Alex Chen--2 min read
Fiber internet uses pulses of light through glass cables to deliver internet service. Compared to cable or DSL, fiber offers symmetric upload and download speeds (typically 300 Mbps to 5 Gbps), consistent performance during peak hours (no neighborhood congestion), and lower latency. Available in about 50% of US homes via providers like AT&T Fiber, Verizon Fios, and Google Fiber.
Glowing fiber optic cables with light pulses traveling through them

AT&T Fiber 300 Mbps

$55/mo

Check AT&T Fiber availability

Verizon Fios 300 Mbps

$49.99/mo

Check Fios availability

Google Fiber 1 Gbps

$70/mo

Check Google Fiber availability

"Fiber internet" comes up in every ISP conversation, but the difference from cable or DSL is rarely explained well. Here is what fiber actually is and why it matters for your internet experience.

What fiber-optic technology is

Fiber-optic cables are thin strands of glass or plastic that transmit data as pulses of light. Light moves faster than electrons through copper, and fiber cables can carry far more data per cable than copper-based alternatives.

Coaxial cable (used by Xfinity and other cable ISPs) and copper telephone wire (used by DSL) both transmit data as electrical signals through copper. Fiber transmits data as light through glass. The difference in physics produces meaningful differences in performance.

Why fiber outperforms cable and DSL

Symmetric speeds

Fiber connections typically deliver matching upload and download speeds - a 1 Gbps fiber plan delivers 1 Gbps in both directions. Cable plans are heavily asymmetric: 1 Gbps download often means only 35-50 Mbps upload. Fiber upload matters for video calls, file uploads, and content creation.

No peak-hour congestion

Cable internet shares neighborhood bandwidth. When many households use the internet simultaneously (evenings, weekends), speeds drop by 20-40% in our testing. Fiber connections are dedicated per address; performance stays consistent regardless of neighbor usage.

Lower latency

Fiber latency typically runs 5-15 ms to common destinations. Cable runs 15-40 ms. DSL runs 30-60 ms. For gaming, video calls, and remote work, low latency feels more responsive than raw download speed.

Reliability

Fiber is not affected by electromagnetic interference, signal degradation over distance is minimal, and the cables are durable. Cable and DSL infrastructure is more vulnerable to weather, aging, and physical damage.

Where fiber is available

Approximately 50% of US households can subscribe to a fiber ISP in 2026. Coverage is concentrated in urban and suburban areas with significant investment from AT&T Fiber, Verizon Fios, and Google Fiber. Rural areas have limited fiber availability but coverage is expanding through federal Rural Digital Opportunity Fund (RDOF) programs.

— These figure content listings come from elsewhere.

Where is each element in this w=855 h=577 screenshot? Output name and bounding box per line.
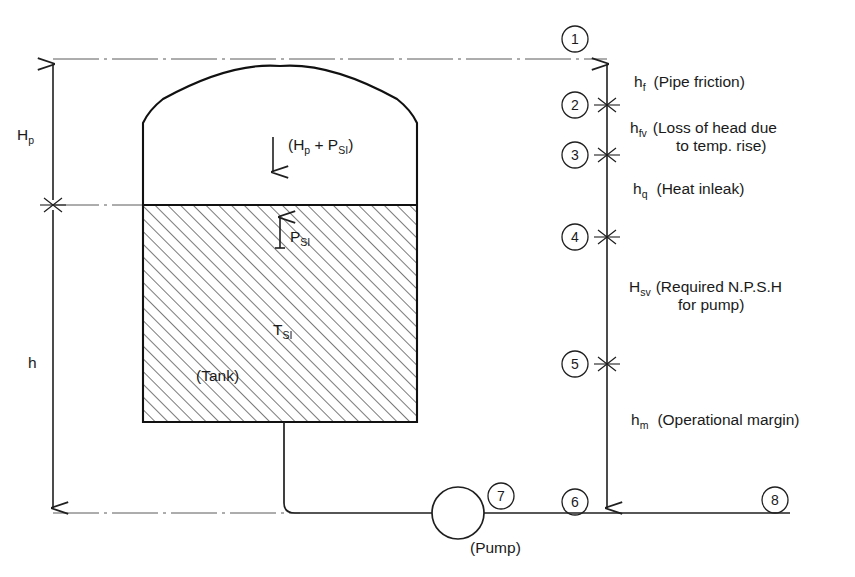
station-markers: 1 2 3 4 5 6	[488, 26, 788, 515]
station-marker-label: 2	[571, 97, 579, 113]
dimension-label-Hp: Hp	[17, 126, 34, 146]
dimension-label-hfv: hfv(Loss of head due	[630, 119, 777, 139]
station-marker-label: 4	[571, 229, 579, 245]
station-marker-3[interactable]: 3	[562, 142, 588, 168]
right-dimension-chain: hf(Pipe friction) hfv(Loss of head due t…	[594, 64, 800, 508]
station-marker-label: 7	[497, 488, 505, 504]
suction-piping	[284, 422, 432, 513]
pump-caption: (Pump)	[470, 539, 521, 556]
pump	[432, 487, 790, 539]
suction-pipe	[284, 422, 432, 513]
station-marker-label: 6	[571, 494, 579, 510]
dimension-label-hm: hm(Operational margin)	[631, 411, 800, 431]
station-marker-label: 5	[571, 356, 579, 372]
pump-suction-head-diagram: (Hp + PSI) PSI TSI (Tank) Hp h	[0, 0, 855, 577]
dimension-label-h: h	[28, 354, 37, 371]
left-dimension-chain: Hp h	[17, 64, 66, 508]
dimension-label-Hsv: Hsv(Required N.P.S.H	[629, 278, 782, 298]
dimension-label-hq: hq(Heat inleak)	[633, 180, 744, 200]
station-marker-8[interactable]: 8	[762, 487, 788, 513]
dimension-label-hfv-line2: to temp. rise)	[676, 137, 766, 154]
pump-body	[432, 487, 484, 539]
station-marker-6[interactable]: 6	[562, 489, 588, 515]
tank-caption: (Tank)	[196, 367, 239, 384]
station-marker-4[interactable]: 4	[562, 224, 588, 250]
station-marker-2[interactable]: 2	[562, 92, 588, 118]
vapour-head-label: (Hp + PSI)	[288, 136, 353, 156]
dimension-label-Hsv-line2: for pump)	[678, 296, 744, 313]
station-marker-1[interactable]: 1	[562, 26, 588, 52]
station-marker-7[interactable]: 7	[488, 483, 514, 509]
station-marker-5[interactable]: 5	[562, 351, 588, 377]
dimension-label-hf: hf(Pipe friction)	[634, 73, 745, 93]
tick-liquid-surface	[40, 198, 66, 212]
station-marker-label: 3	[571, 147, 579, 163]
station-marker-label: 8	[771, 492, 779, 508]
station-marker-label: 1	[571, 31, 579, 47]
diagram-canvas: (Hp + PSI) PSI TSI (Tank) Hp h	[0, 0, 855, 577]
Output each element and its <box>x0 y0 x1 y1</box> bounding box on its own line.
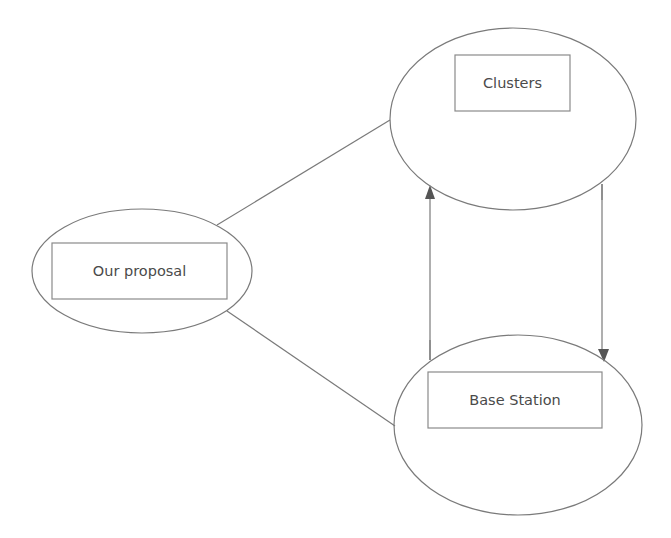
node-our-proposal: Our proposal <box>32 209 252 333</box>
base-station-label: Base Station <box>469 392 560 408</box>
diagram-canvas: Clusters Our proposal Base Station <box>0 0 671 538</box>
node-base-station: Base Station <box>394 335 642 515</box>
node-clusters: Clusters <box>390 28 636 210</box>
proposal-label: Our proposal <box>93 263 186 279</box>
arrowhead-up-icon <box>425 185 435 199</box>
edge-proposal-clusters <box>217 120 390 225</box>
clusters-label: Clusters <box>483 75 542 91</box>
edge-proposal-base-station <box>227 311 395 426</box>
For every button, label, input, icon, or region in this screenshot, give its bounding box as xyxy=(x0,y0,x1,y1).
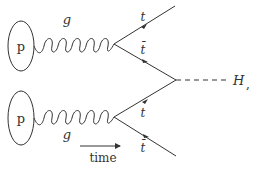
gluon-bottom-label: g xyxy=(63,127,71,142)
gluon-top-label: g xyxy=(63,12,71,27)
antitop-label-lower: t̄ xyxy=(141,139,147,155)
proton-top: p xyxy=(8,21,34,71)
trailing-comma: , xyxy=(246,77,250,91)
gluon-top xyxy=(34,39,114,53)
top-quark-label-upper: t xyxy=(141,10,146,24)
higgs-label: H xyxy=(232,73,245,88)
proton-bottom: p xyxy=(8,91,34,145)
time-label: time xyxy=(89,151,116,165)
top-quark-label-lower: t xyxy=(141,106,146,120)
proton-bottom-label: p xyxy=(17,111,25,126)
antitop-label-upper: t̄ xyxy=(141,41,147,57)
proton-top-label: p xyxy=(17,39,25,54)
gluon-bottom xyxy=(34,111,114,125)
feynman-diagram: p p g g t t̄ t t̄ H , time xyxy=(0,0,259,172)
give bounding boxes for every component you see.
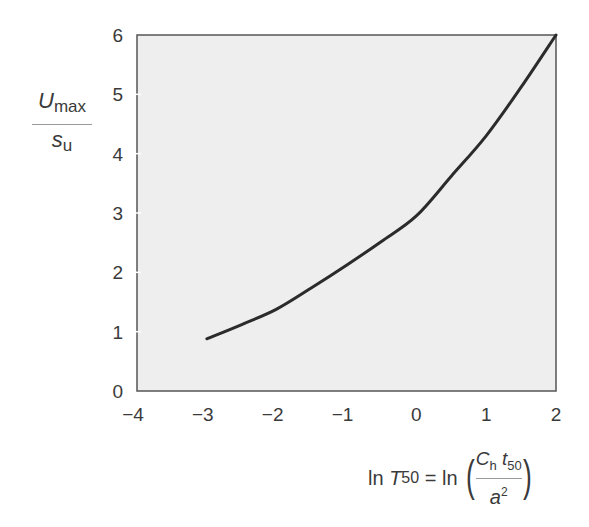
y-tick-label: 5 (112, 84, 123, 105)
x-label-fraction-denominator: a2 (490, 481, 508, 508)
x-label-paren-open: ( (466, 454, 475, 498)
y-label-fraction-bar (32, 124, 92, 125)
y-tick-label: 0 (112, 381, 123, 402)
x-tick-label: −2 (262, 404, 284, 425)
x-tick-label: −4 (122, 404, 144, 425)
x-axis-ticks: −4−3−2−1012 (122, 404, 561, 425)
x-tick-label: 2 (551, 404, 562, 425)
plot-area (137, 35, 556, 391)
x-label-t: t (497, 448, 508, 469)
x-label-C-sub: h (489, 458, 496, 473)
y-axis-label: Umax su (30, 88, 94, 159)
x-label-T-sub: 50 (401, 469, 419, 487)
x-tick-label: 1 (481, 404, 492, 425)
y-tick-label: 2 (112, 262, 123, 283)
x-label-fraction-numerator: Ch t50 (476, 448, 522, 477)
y-label-numerator: Umax (30, 88, 94, 120)
x-label-a-sup: 2 (501, 485, 508, 499)
x-label-fraction-bar (476, 478, 522, 479)
y-label-u: u (63, 136, 72, 155)
x-label-t-sub: 50 (507, 458, 521, 473)
y-tick-label: 6 (112, 25, 123, 46)
y-tick-label: 1 (112, 322, 123, 343)
x-label-ln: ln (368, 467, 384, 490)
x-tick-label: −1 (332, 404, 354, 425)
x-tick-label: 0 (411, 404, 422, 425)
y-label-max: max (54, 97, 86, 116)
x-label-fraction: Ch t50 a2 (476, 448, 522, 508)
x-label-equals-ln: = ln (419, 467, 463, 490)
x-label-C: C (476, 448, 490, 469)
x-axis-label: ln T50 = ln ( Ch t50 a2 ) (368, 448, 534, 508)
y-label-denominator: su (30, 127, 94, 159)
y-label-U: U (38, 88, 54, 113)
y-label-s: s (52, 127, 63, 152)
x-tick-label: −3 (192, 404, 214, 425)
x-label-T: T (389, 467, 401, 490)
y-tick-label: 3 (112, 203, 123, 224)
x-label-paren-close: ) (523, 454, 532, 498)
y-tick-label: 4 (112, 144, 123, 165)
x-label-a: a (490, 486, 501, 508)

Check availability at your address using your ISP's website. Coverage often varies street-by-street; a neighbor may have fiber when you do not.

What fiber costs

Fiber pricing in 2026 is competitive with cable for comparable speeds. 300 Mbps fiber from AT&T or Verizon runs $50-65/month. 1 Gbps fiber runs $70-100/month. No data caps on any major fiber ISP.

Cable internet at similar speed tiers costs roughly the same, sometimes slightly less. The value difference is in the symmetric speeds, consistent performance, and longer-term reliability.

Should you switch to fiber?

Yes if available at your address at competitive pricing. Fiber outperforms cable on every metric that matters for home internet use. The transition is typically free - ISPs cover installation costs to win new customers from competitors.

No if fiber is significantly more expensive than your current cable plan and you only browse and stream casually. The performance gap is largest for heavy uploaders, gamers, and multi-user households.

Frequently Asked Questions

Alex Chen

Senior Staff Writer

Alex has covered telecom, smartphones, and business communications for eight years. Before DeltaThree, he tested gear for a carrier trade publication and ran the wireless desk at a consumer tech site. He pays his own phone bill.